Thursday, April 11, 2024

Coal Is Renewable

 

Coal—A Renewable Resource?

Bodie Hodge, M.Sc., B.Sc., PEI

Biblical Authority Ministries, April 11, 2024

 

Does it take millions of years to form coal? This is what I was led to believe throughout my years of schooling. It was commonly preached that coal is a nonrenewable resource. For example, the Live Science writes:

“Over millions of years, new mountains rise. During these millennia, the peat breaks down and is gradually transformed to coal thanks to two elements: pressure and heat. Most coals are between 60 million and 300 million years old.”[1]

When starting with the Bible’s timeline, coal is a product largely from the Flood of Noah’s day with the heat and pressures acting on wood and vegetation when burying it as peat seams between rock layers. The key is heat and pressure with an acidic environments to help speed the conversion like a catalyst.

With the Springs of the Great Deep bursting forth (Genesis 7:11[2]) and the volcanism, continental shifting, and mountain building that was occurring, the heat and pressures are easily within that range.
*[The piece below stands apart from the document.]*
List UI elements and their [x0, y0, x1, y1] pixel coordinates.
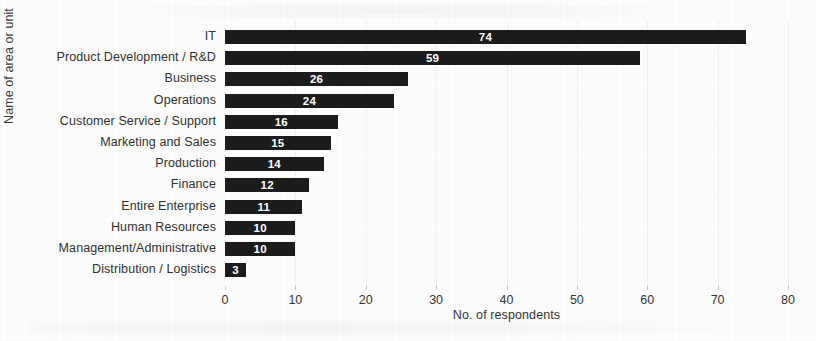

Catastrophes have also been observed to produce the coal-like sediment patterns we find in the rock layers too.

For example, when the Mt. St. Helens volcano violently erupted, the forest and the adjacent lake rapidly formed coal like patterns in the sediment. G. Parker and M. Parker write:

“In just minutes and months, Mount St. Helens and Spirit Lake produced a coal-like sediment pattern once thought to take millions of years to form.”[3]

When it comes to actual coal formation, researchers have shown it doesn’t require long ages to make. Scientifically, coal can be made quickly in a couple of different ways.
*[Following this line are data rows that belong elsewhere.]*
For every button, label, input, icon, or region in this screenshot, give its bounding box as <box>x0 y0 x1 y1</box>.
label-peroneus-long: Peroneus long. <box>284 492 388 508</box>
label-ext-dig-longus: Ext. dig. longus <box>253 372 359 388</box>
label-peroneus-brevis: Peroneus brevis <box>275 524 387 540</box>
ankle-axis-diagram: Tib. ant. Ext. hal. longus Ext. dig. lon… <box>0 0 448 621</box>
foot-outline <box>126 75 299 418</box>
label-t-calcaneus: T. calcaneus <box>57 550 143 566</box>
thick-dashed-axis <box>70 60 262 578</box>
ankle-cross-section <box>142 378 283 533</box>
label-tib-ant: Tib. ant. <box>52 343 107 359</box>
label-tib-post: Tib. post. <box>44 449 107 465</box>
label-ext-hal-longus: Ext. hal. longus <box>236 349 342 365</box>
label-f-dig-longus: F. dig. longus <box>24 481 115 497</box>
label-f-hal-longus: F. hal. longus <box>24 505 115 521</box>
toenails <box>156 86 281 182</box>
·        Coal has been produced by taking wood and vibrating it through quick burst of various pressures.[4]

·        Coal has also been rapidly produced by taking wood and using a rapid and intense heat technique.[5]

A third, and more studied, method of making coal was by using lignin (lignin is the primary component in wood), water, and acidic clay (to speed up the quality and process) with heat ranging from 150-400° C. This produces various ranks of coal in as early as two weeks! Higher quality coal would take a little longer. Mackay and Snelling write:  

“In their study, Hayatsu and his colleagues at the Argonne National Laboratory, Illinois, USA made simple coals by heating lignin to about 150°C in the presence of montmorillonite or illite clays. Running that procedure for periods ranging from two weeks to nearly a year, they discovered that longer heating times produced higher rank coals, and found that the clays appear to serve as catalysts that speed the coalification reaction, since the lignin is fairly unreactive in their absence.”[6]
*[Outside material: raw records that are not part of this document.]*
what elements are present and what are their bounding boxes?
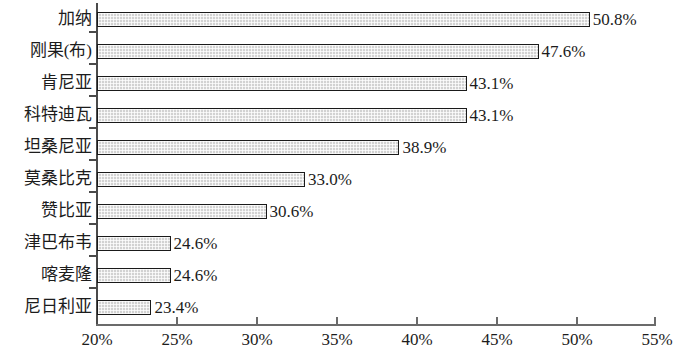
bar-value-label: 24.6% [174,266,218,286]
y-axis-tick [89,255,97,257]
bar-wrapper: 38.9% [97,140,399,155]
bar: 38.9% [97,140,399,155]
bar-value-label: 24.6% [174,234,218,254]
bar-wrapper: 43.1% [97,76,467,91]
category-label: 刚果(布) [0,35,92,67]
y-axis-tick [89,31,97,33]
bar-value-label: 38.9% [402,138,446,158]
bar-wrapper: 24.6% [97,268,171,283]
category-label: 赞比亚 [0,195,92,227]
category-label: 津巴布韦 [0,227,92,259]
x-axis-tick-label: 55% [622,330,674,350]
y-axis-tick [89,127,97,129]
x-axis-tick [336,317,338,325]
bar: 24.6% [97,268,171,283]
bar-row: 加纳50.8% [0,3,674,35]
y-axis-tick [89,63,97,65]
category-label: 莫桑比克 [0,163,92,195]
bar-row: 喀麦隆24.6% [0,259,674,291]
bar-wrapper: 43.1% [97,108,467,123]
bar: 50.8% [97,12,590,27]
x-axis-tick-label: 45% [462,330,532,350]
bar-value-label: 33.0% [308,170,352,190]
bar-row: 科特迪瓦43.1% [0,99,674,131]
x-axis-line [96,324,656,326]
bar-value-label: 43.1% [470,106,514,126]
bar-wrapper: 50.8% [97,12,590,27]
x-axis-tick-label: 30% [222,330,292,350]
category-label: 肯尼亚 [0,67,92,99]
bar-row: 莫桑比克33.0% [0,163,674,195]
category-label: 喀麦隆 [0,259,92,291]
y-axis-tick [89,191,97,193]
x-axis-tick [256,317,258,325]
x-axis-tick-label: 40% [382,330,452,350]
y-axis-tick [89,223,97,225]
bar: 30.6% [97,204,267,219]
bar-row: 刚果(布)47.6% [0,35,674,67]
x-axis-tick [416,317,418,325]
x-axis-tick-label: 20% [62,330,132,350]
y-axis-tick [89,159,97,161]
bar-row: 赞比亚30.6% [0,195,674,227]
bar: 33.0% [97,172,305,187]
bar-wrapper: 23.4% [97,300,151,315]
bar-wrapper: 33.0% [97,172,305,187]
category-label: 科特迪瓦 [0,99,92,131]
bar-wrapper: 24.6% [97,236,171,251]
x-axis-tick [576,317,578,325]
x-axis-tick [496,317,498,325]
bar: 47.6% [97,44,539,59]
bar-value-label: 50.8% [593,10,637,30]
x-axis-tick-label: 50% [542,330,612,350]
y-axis-tick [89,95,97,97]
x-axis-tick [176,317,178,325]
category-label: 尼日利亚 [0,291,92,323]
bar-value-label: 30.6% [270,202,314,222]
x-axis-tick-label: 25% [142,330,212,350]
category-label: 坦桑尼亚 [0,131,92,163]
bar-value-label: 47.6% [542,42,586,62]
category-label: 加纳 [0,3,92,35]
bar: 43.1% [97,108,467,123]
bar-wrapper: 30.6% [97,204,267,219]
bar-wrapper: 47.6% [97,44,539,59]
bar-row: 肯尼亚43.1% [0,67,674,99]
bar: 24.6% [97,236,171,251]
bar-row: 坦桑尼亚38.9% [0,131,674,163]
bar: 23.4% [97,300,151,315]
bar: 43.1% [97,76,467,91]
bar-value-label: 43.1% [470,74,514,94]
bar-row: 津巴布韦24.6% [0,227,674,259]
x-axis-tick-label: 35% [302,330,372,350]
bar-value-label: 23.4% [154,298,198,318]
y-axis-tick [89,287,97,289]
bar-chart: 加纳50.8%刚果(布)47.6%肯尼亚43.1%科特迪瓦43.1%坦桑尼亚38… [0,0,674,355]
The original journal article states in technical language in the abstract:

“It was found that lignin heated with clay minerals at 150°C for 2–8 months in the absence of oxygen was readily transformed into an insoluble material resembling low rank coals. The H/C and O/C ratios were in the natural evolutionary range found for vitrinites with the samples from longer reaction times resembling the vitrinites of higher rank…. The present study suggests that coal macerals could have been produced directly from the biological source material via catalytic thermal reactions.”[7]

Techie language aside, the point is that coal can be made quickly and the temperatures are well within the range of temperatures and pressures expected from the Flood of Noah to produce coal in various locations.

Coal could be produced and manufactured if there was ever an industrial demand. Nevertheless, coal should be considered renewable.

 



[2] In the six hundredth year of Noah’s life, in the second month, the seventeenth day of the month, on that day all the fountains of the great deep were broken up, and the windows of heaven were opened. Genesis 7:11, NKJV

[3] G. Parker and M. Parker, The Fossil Book, Master Books, Green Forest, AR, 2006, p. 15.

[4] Karlweil J., Kolloquim chemi und physik dar systinkhole, Erdol und Kohle-Erdgas, Petrochemie, Volume 18 Number 7, 1965, p. 565.

[5] Hill, G., Some Aspects of Coal Research, Chemical Technology, May, 1972, pp. 292–297.

[6] A. Snelling and J. Mackay, Coal, Volcanism and Noah’s Flood, Technical Journal (now called Journal of Creation), Volume 1, Number 1, April, 1984 pp. 11-29.

 

[7] R. Hayatsu, R. McBeth, R. Scott, R. Botto, and R. Winans, Artificial coalification study: Preparation and characterization of synthetic macerals, Organic Geochemistry, Volume 6, 1984, pp. 463-471.